What was the USSR/KGB's reaction to the assassination of JFK?

by Justryan95

I don't mean them sending a message to the US saying our condolences. Like what internally was going on? Did they fear one of their agents pulled off the assassination? Where they scared of America attacking in retaliation for something they didn't order? Etc.

Yourusernamemustbeb

To understand what went on inside the KGB and the Kremlin, for as far as we can determine, it is important to keep in mind the broader developments in the Cold War and the role of Cold War intelligence.

Back in the USSR, Khrushchev's foreign policy was quickly unravelling and the Kennedy assassination would further cement that sense of failure. Every initiative of Khrushchev had failed to produce results at best, and brought the world to the brink of war at the worst of times. Khrushchev was running out of time, and would indeed be removed from his position in 1964, with the Politburo citing the Cuban Missile Crisis as the main reason for his removal.

During the Cuban Missile Crisis, Soviet intelligence had a mixed record. On one hand, it was embarrassed by the fact that the US had penetrated the GRU, with moles providing them information on Soviet deployment plans on Cuba.
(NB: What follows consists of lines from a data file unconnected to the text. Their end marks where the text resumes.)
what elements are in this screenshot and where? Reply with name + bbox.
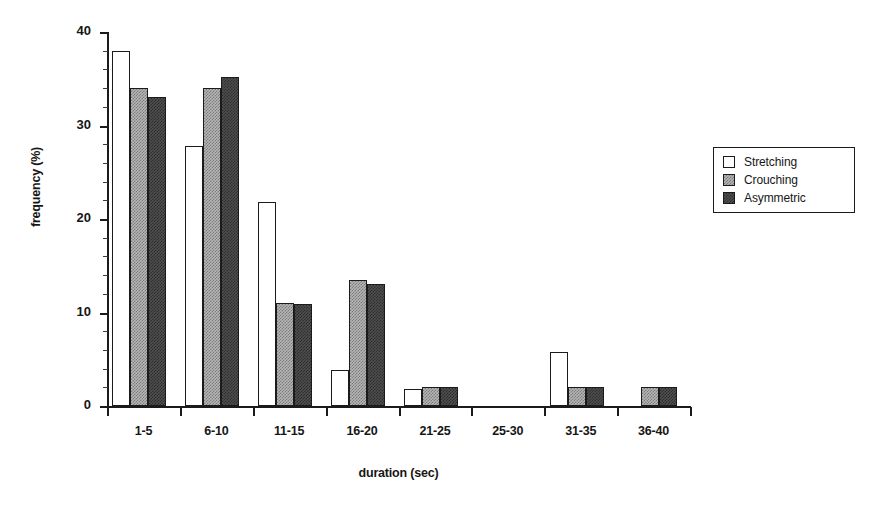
plot-area: 010203040 1-56-1011-1516-2021-2525-3031-… bbox=[107, 32, 690, 406]
y-axis-tick-minor bbox=[103, 163, 108, 164]
y-axis-tick-minor bbox=[103, 350, 108, 351]
legend-swatch-icon bbox=[723, 192, 735, 204]
x-axis-title: duration (sec) bbox=[107, 466, 690, 480]
bar bbox=[568, 387, 586, 406]
bar bbox=[130, 88, 148, 406]
y-axis-tick-minor bbox=[103, 331, 108, 332]
bar bbox=[659, 387, 677, 406]
legend-label: Crouching bbox=[744, 173, 798, 187]
x-axis-tick bbox=[617, 407, 619, 416]
bar bbox=[258, 202, 276, 406]
bar bbox=[404, 389, 422, 406]
bar bbox=[203, 88, 221, 406]
x-axis-tick bbox=[253, 407, 255, 416]
x-axis-tick bbox=[544, 407, 546, 416]
y-axis-tick-label: 20 bbox=[77, 210, 91, 225]
legend-label: Stretching bbox=[744, 155, 797, 169]
x-axis-tick bbox=[107, 407, 109, 416]
bar bbox=[148, 97, 166, 406]
legend-item: Stretching bbox=[723, 153, 848, 171]
y-axis-tick-major: 40 bbox=[100, 32, 108, 34]
bar bbox=[367, 284, 385, 406]
y-axis-tick-minor bbox=[103, 238, 108, 239]
chart-legend: StretchingCrouchingAsymmetric bbox=[713, 147, 855, 213]
bar bbox=[331, 370, 349, 406]
bar bbox=[221, 77, 239, 406]
y-axis-tick-major: 30 bbox=[100, 126, 108, 128]
x-axis-tick bbox=[690, 407, 692, 416]
y-axis-tick-minor bbox=[103, 256, 108, 257]
bar bbox=[422, 387, 440, 406]
bar-chart-figure: frequency (%) duration (sec) 010203040 1… bbox=[0, 0, 892, 514]
bar bbox=[349, 280, 367, 406]
bar bbox=[641, 387, 659, 406]
bar bbox=[185, 146, 203, 406]
y-axis-tick-minor bbox=[103, 88, 108, 89]
y-axis-tick-minor bbox=[103, 51, 108, 52]
legend-item: Asymmetric bbox=[723, 189, 848, 207]
y-axis-title: frequency (%) bbox=[29, 107, 43, 267]
y-axis-tick-minor bbox=[103, 107, 108, 108]
y-axis-tick-label: 10 bbox=[77, 304, 91, 319]
x-axis-tick bbox=[180, 407, 182, 416]
y-axis-tick-minor bbox=[103, 200, 108, 201]
y-axis-tick-minor bbox=[103, 182, 108, 183]
bar bbox=[294, 304, 312, 406]
bar bbox=[586, 387, 604, 406]
x-axis-tick bbox=[399, 407, 401, 416]
bar bbox=[550, 352, 568, 406]
y-axis-tick-major: 10 bbox=[100, 313, 108, 315]
y-axis-tick-minor bbox=[103, 275, 108, 276]
x-axis-tick-label: 36-40 bbox=[609, 424, 699, 438]
legend-label: Asymmetric bbox=[744, 191, 806, 205]
y-axis-tick-minor bbox=[103, 294, 108, 295]
y-axis-tick-label: 0 bbox=[84, 397, 91, 412]
bar bbox=[440, 387, 458, 406]
y-axis-tick-minor bbox=[103, 69, 108, 70]
y-axis-tick-major: 20 bbox=[100, 219, 108, 221]
y-axis-tick-minor bbox=[103, 387, 108, 388]
bar bbox=[112, 51, 130, 406]
legend-swatch-icon bbox=[723, 174, 735, 186]
y-axis-tick-label: 40 bbox=[77, 23, 91, 38]
bar bbox=[276, 303, 294, 406]
legend-item: Crouching bbox=[723, 171, 848, 189]
y-axis-tick-minor bbox=[103, 369, 108, 370]
y-axis-tick-minor bbox=[103, 144, 108, 145]
x-axis-tick bbox=[471, 407, 473, 416]
y-axis-tick-label: 30 bbox=[77, 117, 91, 132]
x-axis-tick bbox=[326, 407, 328, 416]
legend-swatch-icon bbox=[723, 156, 735, 168]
The punishment was the appointment of a KGB officer, Pyotr Ivashutin, to lead the military GRU. On the other hand, the GRU was part of the crisis' peaceful solution, establishing a secret backchannel for negotiations between Khrushchev and Kennedy.

The KGB meanwhile, had since the late 1950's already noticed Lee Harvey Oswald, who had come to the USSR because of his communist sympathies but eventually returned to the US. Once back in the US, he came on the radar of the FBI as a potential Soviet agent, but he was in fact turned down by the KGB after he offered his services. Oswald was an unstable person, and did not exactly make a great candidate for clandestine work, given his openly communist leanings. The FBI concluded the same thing; the KGB would never recruit such a figure.

When Oswald finally did kill Kennedy, Khrushchev was about to launch his final bid to achieve a breakthrough in his relations with the US, and had actually again intended the GRU to establish a secret backchannel. Kennedy's death destroyed these hopes, and Khrushchev saw it as an American Rightist conspiracy to escalate the Cold War.

The KGB quickly realized it could get the blame because press stories began to circulate in the ensuing days that Oswald had been in the Soviet Union. "We began receiving nearly frantic cables from KGB headquarters in Moscow, ordering us to do everything possible to dispel the notion that the Soviet Union was somehow behind the assassination," a former KGB officer stationed in New York wrote. "Lubyanka [KGB] told us to report the simple facts: that Oswald had lived in Minsk, that he had never been trusted and was suspected of being a CIA agent, that he had been kept under surveillance, and that he left the Soviet Union and returned to America on his own, without KGB help." The KGB officer described the mood in the Kremlin, based on incoming cables, as "rattled".

The KGB, searching for information that confirmed this view, cited Polish intelligence sources that Texan oil tycoons had paid Oswald to kill Kennedy so that the Soviets would get the blame. It may have also been an attempt by the KGB to avoid the Kremlin's punishment for having become involved with a loose cannon like Oswald in the first place.

In the subsequent years, especially as the US government still investigated whether Oswald had acted alone, the KGB's disinformation service mobilized its assets to disseminate conspiracy theories about the Kennedy assassination, and propagate the Kremlin's version of events.

Based on archival leaks in the 1990's, the Soviet story of Oswald's stay there can be largely confirmed. Fat files were kept of him, as they virtually watched all of Oswald's moves, suspecting him of ties to the CIA.

After the US published its official report on the Kennedy assassination in 1964, the KGB was relieved it had come to the same conclusion that Oswald had acted alone. Spreading conspiracy theories carried on well into the 1970's however, as it was now a useful theme to exploit for political warfare.